I’m standing just to the right of the bay, concealed by the shutters. I can tell it’s a man from his height. It could be a smoker, banished from a nearby house. An estate agent waiting for a client. A neighbor locked out. Or what? What am I dreading?
Millie yells from the kitchen. She’s
starving
. When’s supper? Can she have a snack?
I sort her out—make a sandwich and a hot chocolate. I look for Philip, though I can’t find him. I’m not long, but by the time I get back to the window, the figure has gone.
It began yesterday. I was woken by the phone. It was a journalist called Jack Hayward asking for an interview.
“What’s your peg?” I asked warily, as politely as I could manage, considering I was still half-asleep.
“You know, this unfortunate incident with the dead woman: two worlds collide sort of thing.”
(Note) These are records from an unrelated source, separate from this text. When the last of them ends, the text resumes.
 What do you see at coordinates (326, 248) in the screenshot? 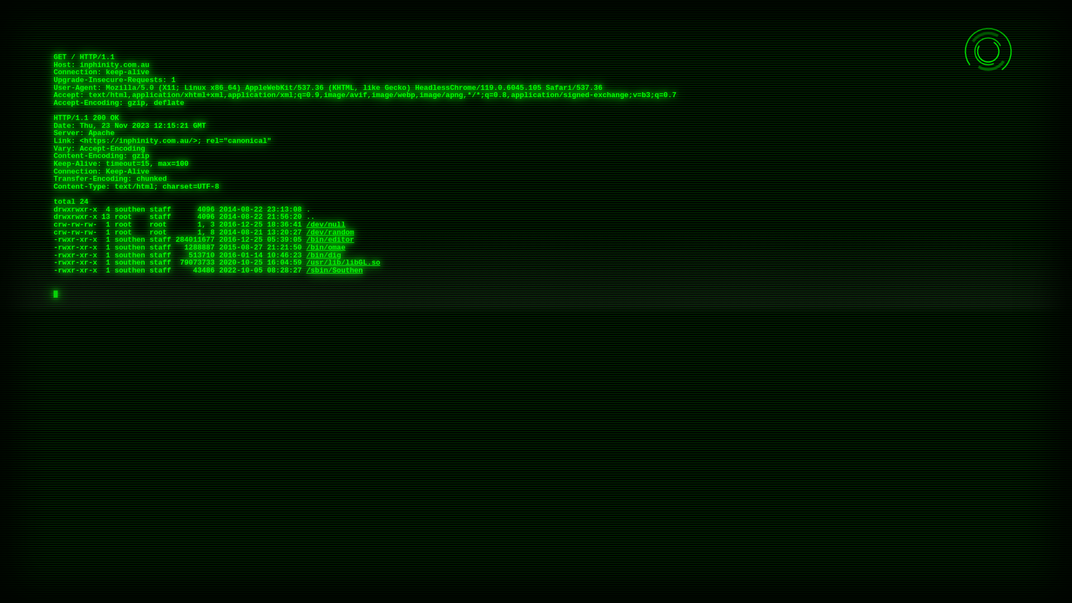
I see `/bin/omae` at bounding box center [326, 248].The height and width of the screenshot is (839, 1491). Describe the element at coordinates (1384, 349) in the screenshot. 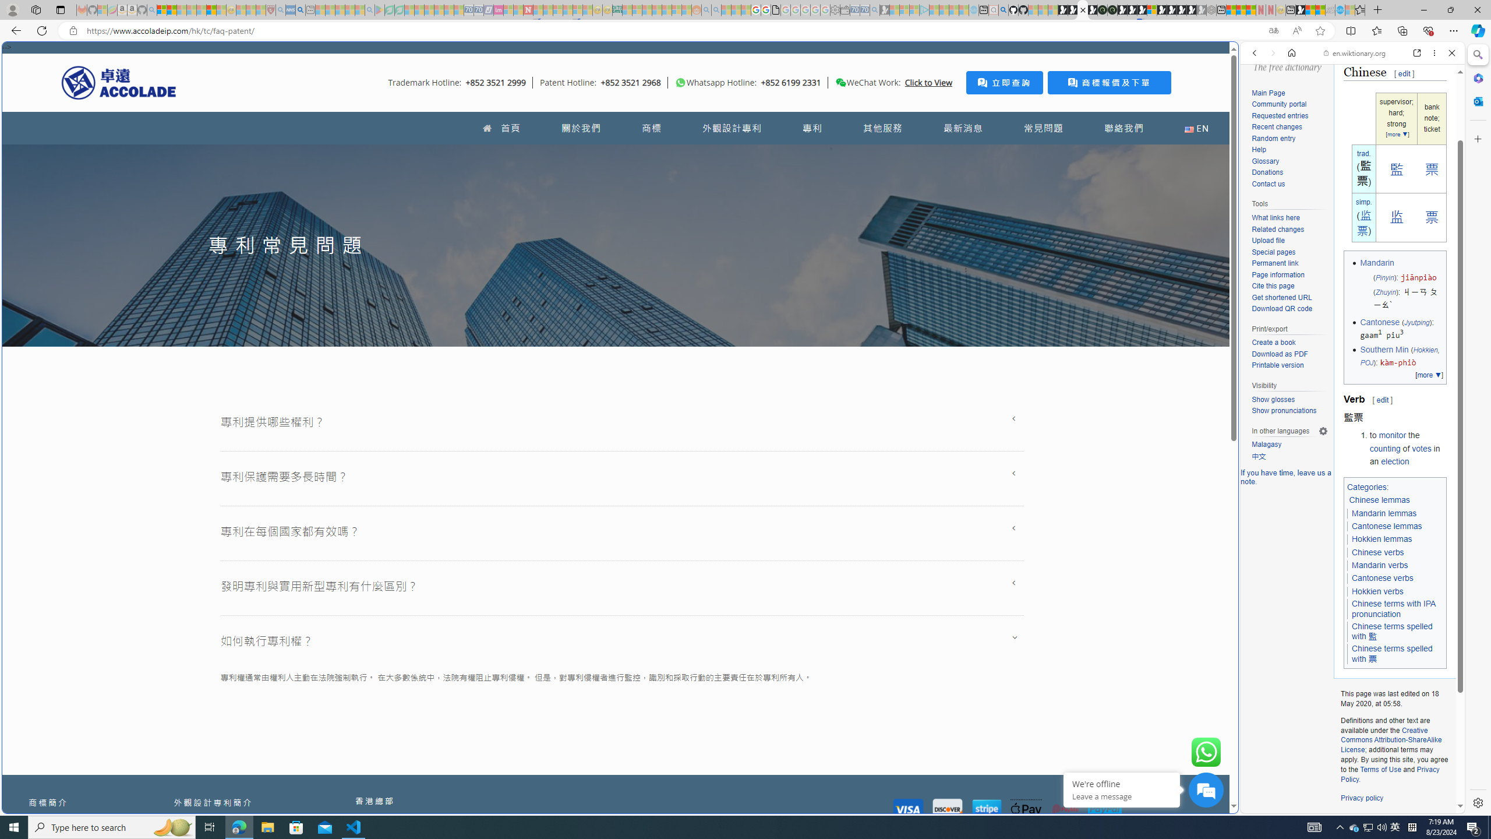

I see `Southern Min` at that location.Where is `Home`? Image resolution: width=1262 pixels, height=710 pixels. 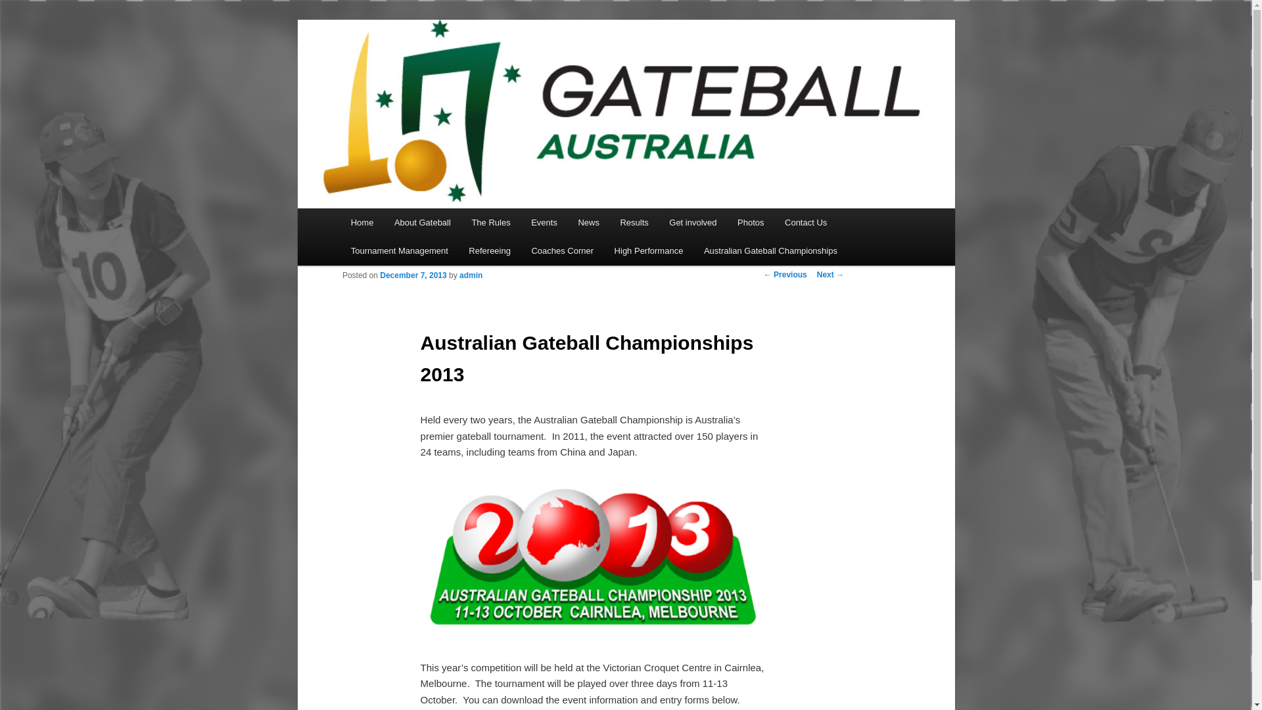
Home is located at coordinates (362, 222).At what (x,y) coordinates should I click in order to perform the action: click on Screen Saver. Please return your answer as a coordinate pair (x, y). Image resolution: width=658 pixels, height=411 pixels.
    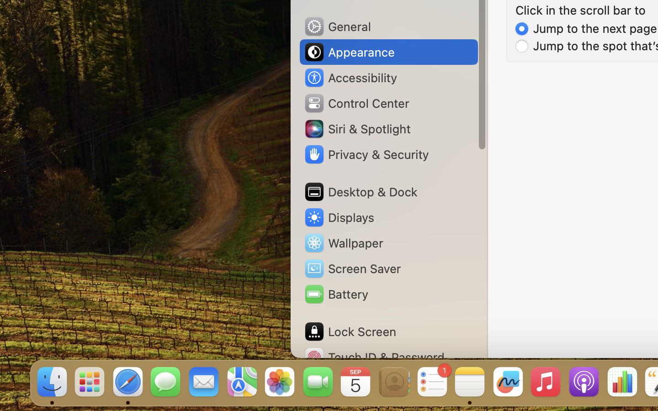
    Looking at the image, I should click on (352, 269).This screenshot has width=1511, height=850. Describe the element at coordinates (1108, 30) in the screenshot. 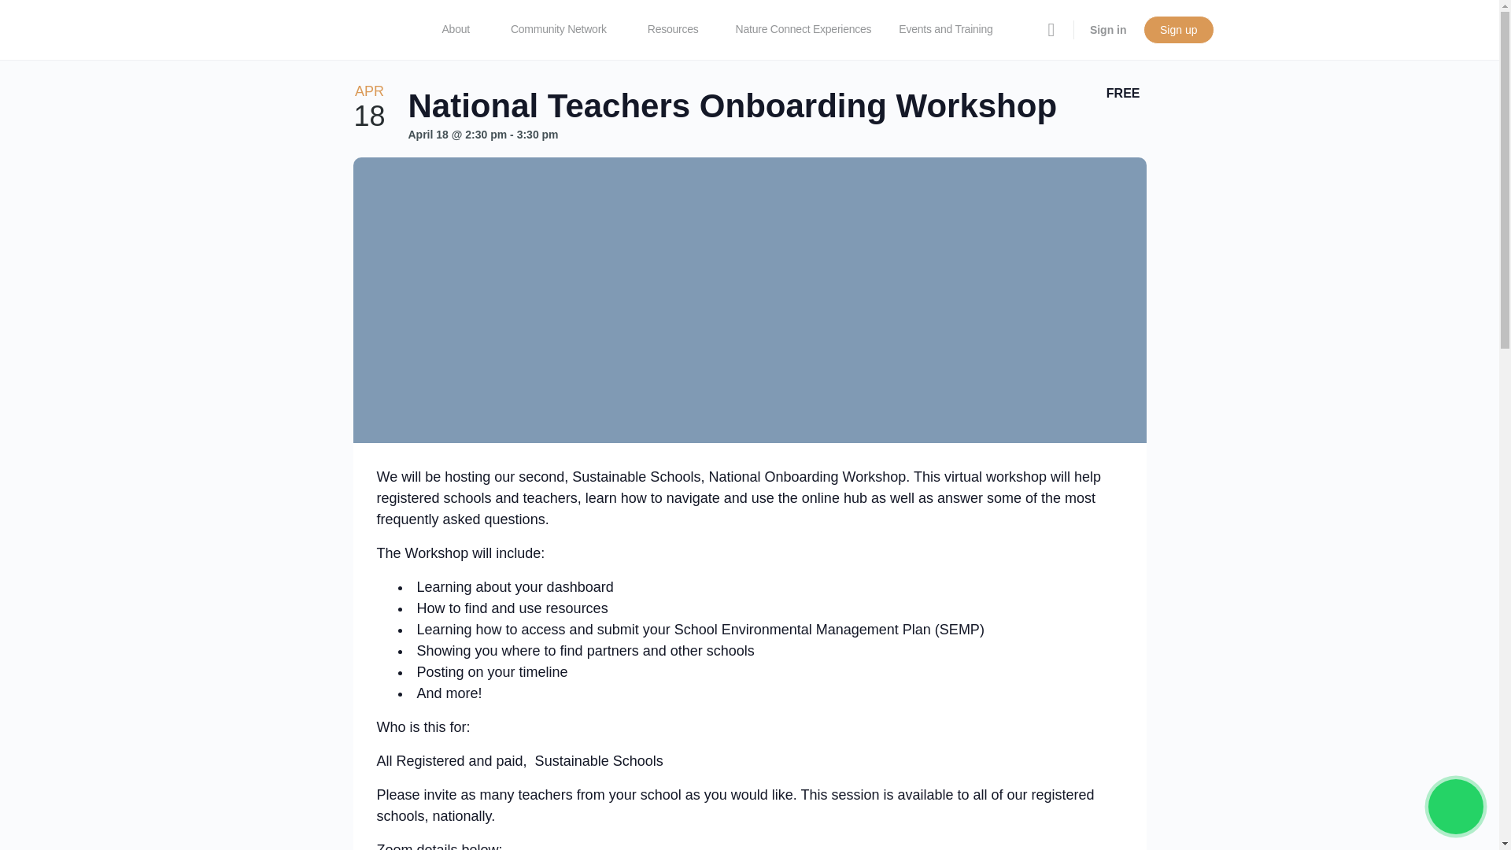

I see `Sign in` at that location. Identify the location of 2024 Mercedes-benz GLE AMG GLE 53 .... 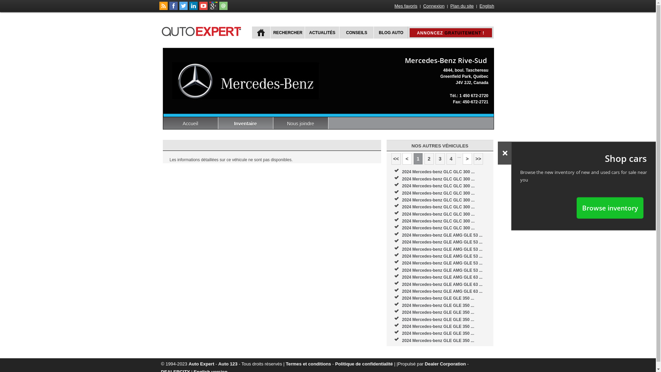
(443, 263).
“That’s a very complicated concept for this early in the morning,” I said, my mind working fast. So it
was
too late. My involvement was out there. Had the police held a press conference? Or alerted “their sources”? Either way, the information had been released. There was nothing I could do. “Surely you just want the dirt on my marriage, my infidelities, my teenage bulimia?”
He laughed, and it was a nice laugh, a laugh that had seen a few cigarettes in its time but was trying to cut down. “Give us a break,” he said pathetically.
I apologized gently, said I was sure he understood.
“Can I leave my number in case you reconsider?” he said.
“I won’t,” I said, but I took it all the same.
I rang Alison Brett, the press officer, at home. I hope I didn’t wake her. She was immediately efficient if so. “Avoid talking,” she said. “But if any of the paps turn up, give them what they want. They’ll go away then. Pose a bit. I know it’s a pain, but this sort of
off-duty shot can be good for ratings. You know the drill. Casual, stylish, approachable. Cool but not
too
cool.”
Well, I could certainly manage the last bit. I had opened the door yesterday to pick up the Sunday papers in “natural-look” makeup, i.e., quick dab of lippy, and jeans, i.e., what I was wearing already. Two photographers, straight from central casting—short, stocky, red of face—were already out there. They stubbed out their fags when they saw me. “Give us a pic, Gaby,” “Come on, Gaby,” and “Smile, Gaby.”
I waited for a bit, holding the papers under my arm. Afterward, I thanked the photographers—which always surprises them—and closed the door.
That was that, I thought. But the papers were full of it. In the car, on the way to work, I learn about “TV Gaby’s Secret Horror” and “Gaby’s Mournin’ Pall.” Most of the details are there, plus new information about the woman. Not her name, but the fact that she was Polish and apparently lived “nearby.” An employer is quoted, her sadness squeezed into tabloid platitude: “She was a lovely person who will be much missed by everyone she touched.” None of the articles included pictures of her. She’s an absence. I’m the presence, mournful but plucky, on my doorstep. It’s so wrong, that.